Phase 3: TC finalisation (Y4-5)

  • Finalisation of topical review papers (possibly bundled as Topical Collection)
  • Finalisation of developed test/evaluation methods as recommendations/pre-standards
  • Dissemination of TC results: topical session at the RILEM week, organisation of a short graduate course on mineral carbonation

Technical environment

This topic concerns the relatively new, emerging field of accelerated mineral carbonation technology for production of building materials. Therefore there is no direct link with closed or existing RILEM TCs. There is some topical relation with RILEM TCs addressing carbonation as a degradation process (e.g. TC 281-CCC: Carbonation of Concrete with SCMs; TC 247-DTA: Durability testing of alkali activated materials) or TCs working on lime-based (historic) mortars and/or concrete (TC 167-COM: Characterization of historic mortars with respect to their repair; TC 203-RHM: Repair mortars for historic masonry; TC 277-LHS: Specifications for testing and evaluation of lime-based repair materials for historic structures).

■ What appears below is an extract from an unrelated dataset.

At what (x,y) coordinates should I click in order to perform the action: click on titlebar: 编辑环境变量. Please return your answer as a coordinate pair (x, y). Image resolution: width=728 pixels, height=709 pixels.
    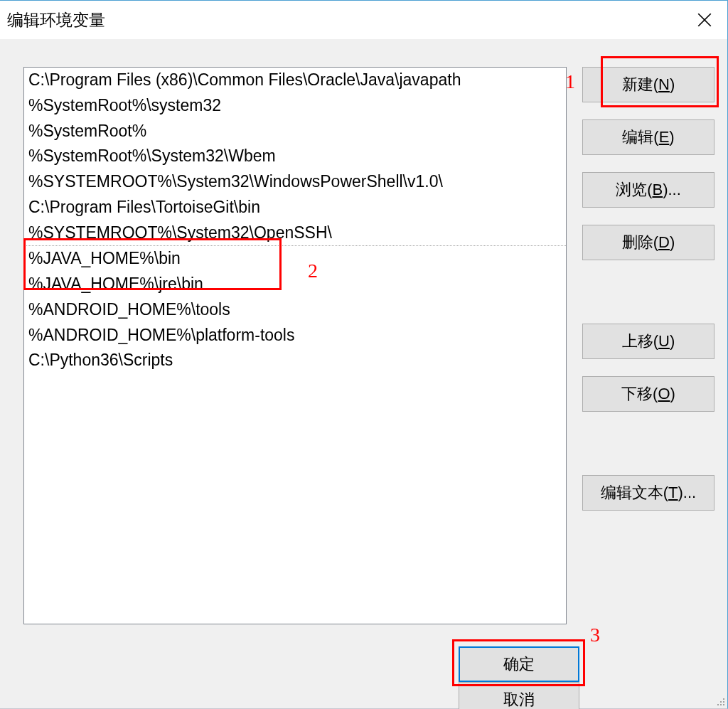
    Looking at the image, I should click on (364, 20).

Relevance of this TC to RILEM's mission?

Mineral carbonation for the production of building materials is a strongly developing field addressing the global sustainability challenges of climate change and resource depletion. Research groups around the world in academies, research institutes and industry have deployed activities in this area and a first generation of pilot and demonstration projects has been realised. Doing so, different variants and applications of mineral carbonation have been developed. The TC intends to be a platform for topical experts to share experiences and data with the purpose of jointly developing consensus documents that reflect the state-of-the-art in the field, and that can lead to recommendations for material testing methods.

Expected achievements

  • The TC intends to produce:
    • Terminology and definitions for the rapidly developing field of mineral carbonation.
    • Topical reviews, either as part of an edited volume (STAR book), or as part of a special issue of Materials and Structures.
    • Test method recommendations
  • The TC will organise:
    • One research symposium early on in the life of the TC to gather topical experts and give them the opportunity to present their work. The symposium proceedings are intended to be published as RILEM document.
    • One educational graduate course will be organized as RILEM event.
    • The TC progress will be presented at various (RILEM) conferences. Towards the end of the life of the TC, the TC results will be presented in a topical session at the RILEM week.

Group of users

  • Academics, testing laboratories, industry, policy makers.
  • R&D in mineral carbonation is interdisciplinary and driven by several scientific communities (e.g. materials science, civil engineering, but also geochemistry, mining and process chemistry). Therefore this TC may be of interest to academic and industrial research groups outside the RILEM community

Specific use of the results

Mitigating climate change is the key challenge for present-day society and in particular for energy-intensive industries such as the cement industry that need to mitigate hard-to-abate process emissions. Mineral carbonation is actively being investigated by many major industries (cement and lime manufacturers, mining and recycling companies,…) as a means to reduce emissions, as such it is present in most sectoral roadmaps as part of carbon capture and use measures. In this respect, the TC results are intended to act as reference documents that provide consensus-based reviews of technological developments in the field. Recommendations, for instance on currently lacking material characterisation test methods (e.g. measurement of CO2 uptake), may act as pre-normative documents from which industry standards can be developed. Furthermore, the establishment of a solid state-of-the-art may also support the further industrial development by sharing best practices or disclosing technological advances.